Another step in the wrong direction
Scientists look beyond alarming milestone in carbon dioxide levels
The world made a down payment on decades of dangerous weather last month, reaching an average atmospheric carbon dioxide level above 400 parts per million.
“No human being — ever — has witnessed this atmosphere, so breathe in deeply,” Daniel Schrag, the Sturgis Hooper Professor of Geology and the director of the Harvard University Center for the Environment, said Monday during an event at the Geological Lecture Hall.
Though daily carbon dioxide concentrations did top 400 parts per million at times last year, April marked the first time the monthly average topped that mark, reaching 401.33 ppm, according to Ralph Keeling, a Scripps Institution of Oceanography geochemist and son of the late Charles Keeling, whose “Keeling curve” alerted the world to rising carbon dioxide levels in the 1960s.
At one point during the conversation, Keeling was asked how to persuade climate change skeptics and create greater momentum for action. He called for a stronger emphasis on outreach and building trust.
“Just shouting louder doesn’t do it, they’ve already tuned us out. You don’t build trust by shouting louder.”
The event, titled “Brave New World! Entering an Age of Climate Change Beyond 400 PPM,” was sponsored by the Harvard University Center for the Environment and included a video address from former Vice President Al Gore. It came a day before a major report from the National Climate Assessment warned that climate change is already being felt across the United States — dry regions are growing drier, torrential rainstorms are increasing, heat waves and wildfires are becoming more severe, and forests are under attack from invasive pests accustomed to warmer temperatures.
Four hundred ppm is not a functional climate threshold that will suddenly trigger more dire consequences, Keeling and Schrag noted. It is, however, an indication that our best chance to avoid climate change has passed. Carbon dioxide concentrations are now nearly 50 percent higher than preindustrial levels, thought to have been 270 to 280 parts per million. A system as huge and complex as the planet’s atmosphere changes slowly; even a dramatic response tomorrow — cutting emissions to zero — would likely be too late to halt dramatic effects.
“We’re way out of the natural range,” Keeling said. “If there’s a symbol of us being at a dangerous level, it’s that we’re already at 400 parts per million.”
Though Gore expressed optimism that significant action to address the problem was possible — citing changing public attitudes and declines in prices for renewable energy supplies — Keeling didn’t share that feeling.
With fossil fuel burning largely unabated today, there’s little chance of stabilizing atmospheric carbon dioxide within a few decades at 450 ppm, he said. Five hundred ppm, nearly double pre-industrial levels, is a more likely target, Keeling said — one that would be preferable to accelerated burning with no controls. He estimated that the Earth has enough fossil fuel reserves for atmospheric carbon dioxide to approach 2000 ppm, a level that would undoubtedly have devastating consequences and take thousands of years to lower significantly.
Halting carbon dioxide rise wouldn’t take a complete cessation of burning fossil fuels, Keeling said. Scientists have known for some time that the increase has been slower than expected from the levels of fossil fuel burning. This is because the ocean and land act as carbon “sinks,” absorbing significant amounts of carbon dioxide — roughly 43 percent of our emissions, meaning fossil fuels would have to be reduced by 57 percent to stop the accumulation of carbon dioxide in the atmosphere. (Though ideally the actual reduction would be a bit more, Keeling said, to compensate for an expected slow decline in absorption by natural carbon sinks.)
International organizations seeking to address climate change have called for an effort to minimize warming to an average of 2 degrees centigrade. That target is probably too high to avert dangerous change, Keeling said, and also low enough that there’s probably no way to avoid it.
“If we’re worried about dangerous climate interference, I think what we have to accept now is that we’re already there,” Keeling said. “We shouldn’t be talking about avoiding dangerous climate interference, we should be accepting that something like 400 ppm is already a threshold. There’s a loss of innocence that we’ve already bought into this problem deeply enough that the conversation has to change to being what do we do next.”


> **TASK BRIEF**: Return all the records, each one exactly as given.

> **AVAILABLE RECORDS**:
☆ ☆ ☆
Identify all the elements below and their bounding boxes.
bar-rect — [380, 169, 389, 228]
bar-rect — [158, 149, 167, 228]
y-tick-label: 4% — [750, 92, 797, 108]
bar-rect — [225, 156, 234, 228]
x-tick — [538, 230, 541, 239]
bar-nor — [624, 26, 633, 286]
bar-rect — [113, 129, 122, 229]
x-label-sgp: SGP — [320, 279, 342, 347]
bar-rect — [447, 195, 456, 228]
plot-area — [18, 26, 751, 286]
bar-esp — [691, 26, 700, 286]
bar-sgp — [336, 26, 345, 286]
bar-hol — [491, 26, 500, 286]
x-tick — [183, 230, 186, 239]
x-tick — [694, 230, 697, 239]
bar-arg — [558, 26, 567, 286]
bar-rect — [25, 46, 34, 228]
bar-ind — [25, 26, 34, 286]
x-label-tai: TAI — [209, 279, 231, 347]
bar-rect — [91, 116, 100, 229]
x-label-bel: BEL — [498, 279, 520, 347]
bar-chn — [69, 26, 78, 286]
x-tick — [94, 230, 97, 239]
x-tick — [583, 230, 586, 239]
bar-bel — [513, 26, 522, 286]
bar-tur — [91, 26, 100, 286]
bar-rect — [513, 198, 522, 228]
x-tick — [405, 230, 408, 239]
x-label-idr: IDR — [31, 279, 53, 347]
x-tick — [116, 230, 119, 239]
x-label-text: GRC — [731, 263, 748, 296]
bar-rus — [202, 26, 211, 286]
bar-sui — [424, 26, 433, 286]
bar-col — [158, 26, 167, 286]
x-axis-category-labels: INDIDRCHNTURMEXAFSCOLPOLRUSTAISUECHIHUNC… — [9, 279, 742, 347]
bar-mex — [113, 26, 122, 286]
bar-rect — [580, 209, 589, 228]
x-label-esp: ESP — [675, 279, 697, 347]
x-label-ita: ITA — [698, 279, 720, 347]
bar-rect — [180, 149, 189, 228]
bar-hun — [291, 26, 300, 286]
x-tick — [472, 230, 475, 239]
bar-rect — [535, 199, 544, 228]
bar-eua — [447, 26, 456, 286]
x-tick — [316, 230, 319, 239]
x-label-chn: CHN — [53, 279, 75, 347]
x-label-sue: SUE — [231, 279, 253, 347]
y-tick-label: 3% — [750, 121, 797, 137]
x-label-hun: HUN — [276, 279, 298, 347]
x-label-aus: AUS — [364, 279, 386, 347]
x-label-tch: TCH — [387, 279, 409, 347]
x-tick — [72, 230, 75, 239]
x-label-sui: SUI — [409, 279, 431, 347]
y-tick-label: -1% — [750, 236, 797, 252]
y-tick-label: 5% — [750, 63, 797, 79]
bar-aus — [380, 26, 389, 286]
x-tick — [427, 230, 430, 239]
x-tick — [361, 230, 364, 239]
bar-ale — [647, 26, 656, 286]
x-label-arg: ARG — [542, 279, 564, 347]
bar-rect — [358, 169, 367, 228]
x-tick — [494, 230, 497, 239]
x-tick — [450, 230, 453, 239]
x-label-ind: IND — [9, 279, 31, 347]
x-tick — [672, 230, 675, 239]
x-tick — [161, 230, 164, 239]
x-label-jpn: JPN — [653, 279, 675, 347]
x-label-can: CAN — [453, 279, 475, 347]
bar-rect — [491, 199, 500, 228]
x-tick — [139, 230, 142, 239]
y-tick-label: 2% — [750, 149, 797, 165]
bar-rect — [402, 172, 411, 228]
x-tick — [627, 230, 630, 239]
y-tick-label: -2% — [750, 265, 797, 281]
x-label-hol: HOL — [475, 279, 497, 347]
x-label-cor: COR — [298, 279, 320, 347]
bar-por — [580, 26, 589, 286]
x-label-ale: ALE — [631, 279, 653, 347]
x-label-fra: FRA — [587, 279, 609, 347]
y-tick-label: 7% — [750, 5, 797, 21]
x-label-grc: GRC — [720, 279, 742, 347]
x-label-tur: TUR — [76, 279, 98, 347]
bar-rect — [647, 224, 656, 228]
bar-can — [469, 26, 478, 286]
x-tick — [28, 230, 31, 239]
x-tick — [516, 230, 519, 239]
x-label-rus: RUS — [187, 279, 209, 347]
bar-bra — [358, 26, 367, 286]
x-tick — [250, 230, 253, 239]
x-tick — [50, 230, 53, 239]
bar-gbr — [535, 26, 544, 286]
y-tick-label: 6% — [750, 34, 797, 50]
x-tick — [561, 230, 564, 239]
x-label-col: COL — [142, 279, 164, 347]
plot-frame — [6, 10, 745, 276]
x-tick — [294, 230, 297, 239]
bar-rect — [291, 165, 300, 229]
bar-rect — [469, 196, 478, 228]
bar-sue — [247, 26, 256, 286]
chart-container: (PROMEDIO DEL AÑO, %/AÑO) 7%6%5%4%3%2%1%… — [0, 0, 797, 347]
☆ ☆ ☆
> **YOUR RESPONSE**:
Identify all the elements below and their bounding boxes.
bar-rect — [380, 169, 389, 228]
bar-rect — [158, 149, 167, 228]
y-tick-label: 4% — [750, 92, 797, 108]
bar-rect — [225, 156, 234, 228]
x-tick — [538, 230, 541, 239]
bar-nor — [624, 26, 633, 286]
bar-rect — [113, 129, 122, 229]
x-label-sgp: SGP — [320, 279, 342, 347]
bar-rect — [447, 195, 456, 228]
plot-area — [18, 26, 751, 286]
bar-esp — [691, 26, 700, 286]
bar-sgp — [336, 26, 345, 286]
bar-hol — [491, 26, 500, 286]
x-tick — [183, 230, 186, 239]
x-tick — [694, 230, 697, 239]
bar-arg — [558, 26, 567, 286]
bar-rect — [25, 46, 34, 228]
bar-ind — [25, 26, 34, 286]
x-label-tai: TAI — [209, 279, 231, 347]
bar-rect — [91, 116, 100, 229]
x-label-bel: BEL — [498, 279, 520, 347]
bar-chn — [69, 26, 78, 286]
x-tick — [94, 230, 97, 239]
x-tick — [583, 230, 586, 239]
bar-bel — [513, 26, 522, 286]
bar-tur — [91, 26, 100, 286]
bar-rect — [513, 198, 522, 228]
x-tick — [405, 230, 408, 239]
x-label-idr: IDR — [31, 279, 53, 347]
x-tick — [116, 230, 119, 239]
x-label-text: GRC — [731, 263, 748, 296]
bar-rus — [202, 26, 211, 286]
bar-sui — [424, 26, 433, 286]
bar-col — [158, 26, 167, 286]
x-axis-category-labels: INDIDRCHNTURMEXAFSCOLPOLRUSTAISUECHIHUNC… — [9, 279, 742, 347]
bar-mex — [113, 26, 122, 286]
bar-rect — [580, 209, 589, 228]
x-label-esp: ESP — [675, 279, 697, 347]
x-label-ita: ITA — [698, 279, 720, 347]
bar-rect — [180, 149, 189, 228]
bar-hun — [291, 26, 300, 286]
x-tick — [472, 230, 475, 239]
bar-rect — [535, 199, 544, 228]
bar-eua — [447, 26, 456, 286]
x-tick — [316, 230, 319, 239]
x-label-chn: CHN — [53, 279, 75, 347]
x-label-sue: SUE — [231, 279, 253, 347]
y-tick-label: 3% — [750, 121, 797, 137]
x-label-hun: HUN — [276, 279, 298, 347]
x-label-aus: AUS — [364, 279, 386, 347]
x-label-tch: TCH — [387, 279, 409, 347]
x-tick — [72, 230, 75, 239]
x-label-sui: SUI — [409, 279, 431, 347]
y-tick-label: -1% — [750, 236, 797, 252]
y-tick-label: 5% — [750, 63, 797, 79]
bar-aus — [380, 26, 389, 286]
x-tick — [427, 230, 430, 239]
x-tick — [361, 230, 364, 239]
bar-ale — [647, 26, 656, 286]
x-label-arg: ARG — [542, 279, 564, 347]
bar-rect — [358, 169, 367, 228]
x-tick — [494, 230, 497, 239]
x-tick — [450, 230, 453, 239]
x-label-ind: IND — [9, 279, 31, 347]
x-tick — [672, 230, 675, 239]
x-tick — [161, 230, 164, 239]
x-label-jpn: JPN — [653, 279, 675, 347]
x-label-can: CAN — [453, 279, 475, 347]
bar-rect — [491, 199, 500, 228]
x-tick — [139, 230, 142, 239]
y-tick-label: 2% — [750, 149, 797, 165]
bar-rect — [402, 172, 411, 228]
x-tick — [627, 230, 630, 239]
y-tick-label: -2% — [750, 265, 797, 281]
x-label-hol: HOL — [475, 279, 497, 347]
x-label-cor: COR — [298, 279, 320, 347]
bar-por — [580, 26, 589, 286]
x-label-ale: ALE — [631, 279, 653, 347]
x-label-fra: FRA — [587, 279, 609, 347]
y-tick-label: 7% — [750, 5, 797, 21]
x-label-grc: GRC — [720, 279, 742, 347]
x-label-tur: TUR — [76, 279, 98, 347]
bar-rect — [647, 224, 656, 228]
bar-can — [469, 26, 478, 286]
x-tick — [28, 230, 31, 239]
x-tick — [516, 230, 519, 239]
x-label-rus: RUS — [187, 279, 209, 347]
bar-bra — [358, 26, 367, 286]
x-tick — [250, 230, 253, 239]
x-tick — [50, 230, 53, 239]
bar-gbr — [535, 26, 544, 286]
y-tick-label: 6% — [750, 34, 797, 50]
x-tick — [561, 230, 564, 239]
x-label-col: COL — [142, 279, 164, 347]
plot-frame — [6, 10, 745, 276]
x-tick — [294, 230, 297, 239]
bar-rect — [291, 165, 300, 229]
bar-rect — [469, 196, 478, 228]
bar-sue — [247, 26, 256, 286]
chart-container: (PROMEDIO DEL AÑO, %/AÑO) 7%6%5%4%3%2%1%… — [0, 0, 797, 347]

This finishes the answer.